Fresh hopes for better child protection services

OPINION: The proposed child and family support agency will provide long-awaited and much improved services

OPINION:The proposed child and family support agency will provide long-awaited and much improved services

LAST FRIDAY, the publication by Minister Children and Youth Affairs Frances Fitzgerald of the report of the taskforce to establish the new child and family support agency marked a much under-reported watershed moment for children in Ireland.

At long last it offers hope that past mistakes by professionals in the protection of vulnerable children will not happen again. Sadly, and as we know with horrific consequences, it has taken 20 years since the Kilkenny incest case report of inquiry, led by Catherine McGuinness, recommended that those who have responsibility for the support and safeguarding of children be brought together under “one roof”.

This will now happen with the establishment of this agency.

READ MORE

However, despite the best intentions of the authors of the report (I being one of them), this new agency will only work if four basic conditions are put in place.

This is outside of the obvious need for more resources to fund services. Financial investment in the Irish childcare system is not a silver bullet and, in itself, will not solve the problem.

Firstly, we raise our children not just for our families but also for our communities and society as valued citizens. The protection of children has to be viewed as a community concern and not just that of social workers. All of us have to think more on the part we can play both in supporting and, where needed, safeguarding all our children.

Similarly, the needs and interest of vulnerable children and youth are not just the responsibility of the Department of Children and Youth Affairs and there has to be joined up thinking by all governmental departments that impact on the lives of children. The role of the Department of Education is particularly noteworthy in this regard.

Secondly, if the agency is to work, failure by professionals to safeguard and support and “put children first” is no longer tolerable.

Since the Kilkenny incest report and right up to the recent report by Dr Geoffrey Shannon and Norah Gibbons into the deaths of children in care, there has been a consistent call for better co-operation between professionals including teachers and child and adolescent mental health services, and consistently it has been ignored.

Under the new agency there should be no more excuses and professional collaboration should not be seen as a lucky bonus for any child but a guarantee for him or her.

Where there is blatant failure or inaction, those responsible will have to be held responsible.

Thirdly, there is an urgent need for an enhanced street work service to be created that works directly on the street out of hours with vulnerable youth, particularly in parts of inner city Dublin.

This requires a full out-of-hours and weekend service from social workers, ideally, working in close collaboration with youth workers who have the direct work skills in engaging young people who resist or are reluctant to engage.

There is urgency in relation to this, which is obvious to anyone. If established and effective, this would be an early win for the agency and a very tangible sign of improved services.

This initiative, coupled with a need to ensure better outcomes for the more than 6,000 children who are in the care of the State, is an essential requirement.

Children in care in Ireland are being parented by the State and the same State has to be a better parent. This means we (indirectly) are the parents and we should want for children in care what any one of us would want for our own child – to be safe, nurtured, cared for and growing up with some degree of hope and happiness.

We need vastly improved in-care and aftercare services and these are needed now.

Last and by no means least (in fact almost firstly), if we want to ensure we have fewer children and youth in dire need, vulnerable and at risk of harm, investment in prevention and early intervention through effective family support is the one and only obvious solution.

By solely investing funding in services that attend to crisis situations, this will only bring more crises over time, resulting in the vicious cycle many families currently face. An investment rate of at least 20 per cent of funding in prevention and early intervention services is vital.

We are fortunate that, in part as a result of the recent investments by the Chuck Feeney-funded Atlantic Philanthropies in programmes such as Foróige’s Big Brothers Big Sisters youth-mentoring programme and Barnardos’ Wizard of Words literacy programme for younger children, there are proven programmes that work. Continued investment in these and similar successful initiatives is a vital ingredient in the future landscape of services in Ireland

Rather than seeing this as deckchair rearrangement, we have a very positive opportunity for better services for children and youth with the creation of the child and family support agency.

As the first full Minister with responsibility for children, Fitzgerald is to be commended for this and other initiatives she has taken since her appointment.

Let us not waste this once-in-a-generation opportunity, but embrace it positively. Our children will thank us for it.


PROF PAT DOLANis director of the Unesco Child and Family Research Centre NUI Galway and a member of the task force on the establishment of the child and family support agency.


Required work
Among the lines below, how many have the word "bounding"? The reply is that number alone.

Available records
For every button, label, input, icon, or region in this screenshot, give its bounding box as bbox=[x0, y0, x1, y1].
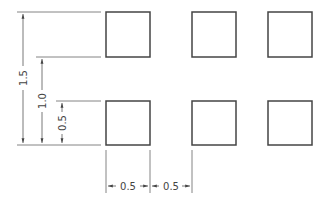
square-r2-c3 bbox=[268, 101, 312, 145]
technical-drawing: 1.5 1.0 0.5 0.5 0.5 bbox=[0, 0, 327, 207]
square-grid bbox=[106, 12, 312, 145]
dimension-label-0-5-horizontal-2: 0.5 bbox=[163, 181, 179, 192]
square-r2-c1 bbox=[106, 101, 150, 145]
square-r1-c1 bbox=[106, 12, 150, 57]
dimension-label-0-5-vertical: 0.5 bbox=[57, 115, 68, 131]
dimension-label-0-5-horizontal-1: 0.5 bbox=[120, 181, 136, 192]
dimension-label-1-0: 1.0 bbox=[37, 93, 48, 109]
square-r1-c2 bbox=[192, 12, 236, 57]
extension-lines-bottom bbox=[106, 150, 192, 193]
square-r1-c3 bbox=[268, 12, 312, 57]
square-r2-c2 bbox=[192, 101, 236, 145]
dimension-label-1-5: 1.5 bbox=[18, 70, 29, 86]
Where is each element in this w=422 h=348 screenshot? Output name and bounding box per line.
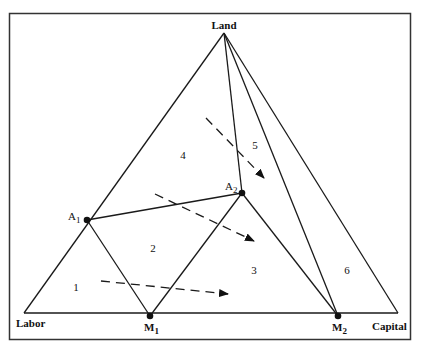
region-label-1: 1: [73, 281, 79, 293]
point-label-a2: A2: [225, 180, 237, 195]
point-m2: [335, 313, 342, 320]
line-a1-a2: [87, 193, 242, 220]
line-land-m2: [224, 33, 338, 316]
point-a1: [84, 217, 91, 224]
line-a2-m2: [242, 193, 338, 316]
vertex-label-labor: Labor: [16, 317, 45, 329]
line-a1-m1: [87, 220, 150, 316]
edge-land-capital: [224, 33, 398, 313]
vertex-label-capital: Capital: [372, 320, 407, 332]
edge-land-labor: [24, 33, 224, 313]
point-label-a1: A1: [68, 210, 80, 225]
line-m1-a2: [150, 193, 242, 316]
frame-border: [10, 14, 411, 340]
vertex-label-land: Land: [211, 19, 236, 31]
region-label-5: 5: [252, 139, 258, 151]
dashed-arrow-1: [101, 281, 228, 294]
point-label-m2: M2: [332, 321, 347, 336]
point-label-m1: M1: [144, 321, 159, 336]
dashed-arrow-2: [155, 194, 254, 241]
point-a2: [239, 190, 246, 197]
ternary-diagram: Land Labor Capital A1 A2 M1 M2 1 2 3 4 5…: [0, 0, 422, 348]
region-label-4: 4: [180, 149, 186, 161]
region-label-2: 2: [150, 242, 156, 254]
region-label-3: 3: [251, 264, 257, 276]
point-m1: [147, 313, 154, 320]
region-label-6: 6: [344, 264, 350, 276]
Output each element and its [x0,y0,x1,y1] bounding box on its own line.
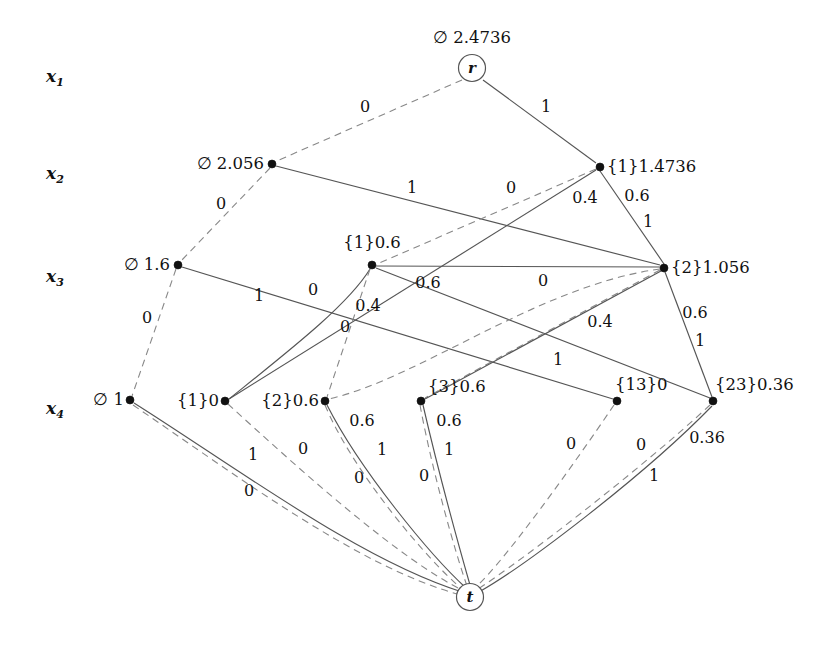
edge-label-n43-t-27: 0 [419,468,429,484]
edge-label-n44-t-28: 0 [566,436,576,452]
row-label-subscript: 4 [56,408,64,421]
edge-n41-to-t [228,404,464,591]
row-label-base: x [46,66,56,86]
node-n43[interactable] [417,397,425,405]
node-value-label-n40: ∅ 1 [93,392,124,409]
row-label-base: x [46,398,56,418]
edge-n30-to-n44 [182,267,613,399]
node-value-label-n20: ∅ 2.056 [197,156,264,173]
node-n20[interactable] [268,160,276,168]
row-label-base: x [46,163,56,183]
edge-label-n20-n30-2: 0 [216,196,226,212]
row-label-subscript: 3 [56,276,64,289]
node-value-label-n45: {23}0.36 [715,377,794,394]
edge-n43-to-t [420,405,467,586]
edge-label-n30-n40-8: 0 [142,310,152,326]
edge-label-n30-n44-9: 1 [254,288,264,304]
row-label-x1: x1 [46,68,64,85]
edge-label-n42-t-24: 0 [354,470,364,486]
edge-n42-to-t [325,405,463,590]
edge-label-n45-t-30: 0.36 [689,430,725,446]
node-n30[interactable] [174,261,182,269]
row-label-x2: x2 [46,165,64,182]
edge-label-n20-n32-3: 1 [407,180,417,196]
node-n42[interactable] [321,397,329,405]
edge-n32-to-n42 [329,269,660,399]
edge-label-n32-n43-16: 0.4 [587,314,612,330]
node-value-label-n44: {13}0 [615,377,668,394]
edge-label-n40-t-19: 1 [248,447,258,463]
row-label-base: x [46,266,56,286]
edge-label-n43-t-26: 1 [444,442,454,458]
node-n44[interactable] [613,397,621,405]
node-n41[interactable] [221,397,229,405]
edge-label-n32-n45-17: 0.6 [682,305,707,321]
edge-label-n41-t-21: 0 [298,441,308,457]
node-value-label-n32: {2}1.056 [671,260,750,277]
edge-label-n32-n42-14: 0 [308,282,318,298]
graph-canvas [0,0,821,645]
edge-n30-to-n40 [132,269,176,396]
edge-label-n21-n41-5: 0.4 [572,190,597,206]
node-value-label-n30: ∅ 1.6 [124,257,171,274]
edge-label-n42-t-22: 0.6 [349,413,374,429]
node-n21[interactable] [596,163,604,171]
edge-label-n45-t-29: 0 [636,437,646,453]
edge-n40-to-t [133,405,461,595]
edge-label-n40-t-20: 0 [244,483,254,499]
edge-label-n32-n45-18: 1 [695,333,705,349]
node-layer [126,55,717,611]
node-value-label-n43: {3}0.6 [428,379,486,396]
node-value-label-r: ∅ 2.4736 [433,30,511,47]
edge-n45-to-t [478,405,710,589]
edge-label-n43-t-25: 0.6 [436,413,461,429]
terminal-letter-t: t [467,590,474,605]
edge-label-n45-t-31: 1 [649,468,659,484]
edge-r-to-n20 [279,80,462,160]
edge-label-n31-n41-10: 0.4 [355,298,380,314]
edge-label-r-n20-0: 0 [360,99,370,115]
edge-n44-to-t [476,405,614,587]
edge-n21-to-n32 [600,171,664,264]
node-value-label-n41: {1}0 [177,393,219,410]
edge-label-n42-t-23: 1 [377,442,387,458]
node-n31[interactable] [368,261,376,269]
row-label-subscript: 1 [56,76,64,89]
edge-label-n21-n31-4: 0 [506,180,516,196]
node-n32[interactable] [660,264,668,272]
edge-label-n21-n32-7: 1 [643,214,653,230]
row-label-subscript: 2 [56,173,64,186]
edge-n31-to-n32 [376,266,660,267]
terminal-letter-r: r [468,61,476,76]
edge-label-n31-n32-12: 0.6 [415,275,440,291]
node-value-label-n42: {2}0.6 [261,393,319,410]
row-label-x3: x3 [46,268,64,285]
edge-r-to-n21 [483,80,596,163]
edge-n20-to-n30 [181,168,270,261]
node-value-label-n31: {1}0.6 [343,235,401,252]
node-n45[interactable] [709,397,717,405]
edge-label-r-n21-1: 1 [541,99,551,115]
edge-label-n32-n43-15: 0 [538,273,548,289]
node-value-label-n21: {1}1.4736 [607,159,696,176]
edge-n40-to-t [134,403,462,592]
edge-label-n31-n45-13: 1 [553,352,563,368]
node-n40[interactable] [126,396,134,404]
edge-label-n31-n42-11: 0 [340,319,350,335]
decision-diagram-figure: x1x2x3x4∅ 2.4736r∅ 2.056{1}1.4736∅ 1.6{1… [0,0,821,645]
edge-label-n21-n32-6: 0.6 [624,188,649,204]
row-label-x4: x4 [46,400,64,417]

Answer box
3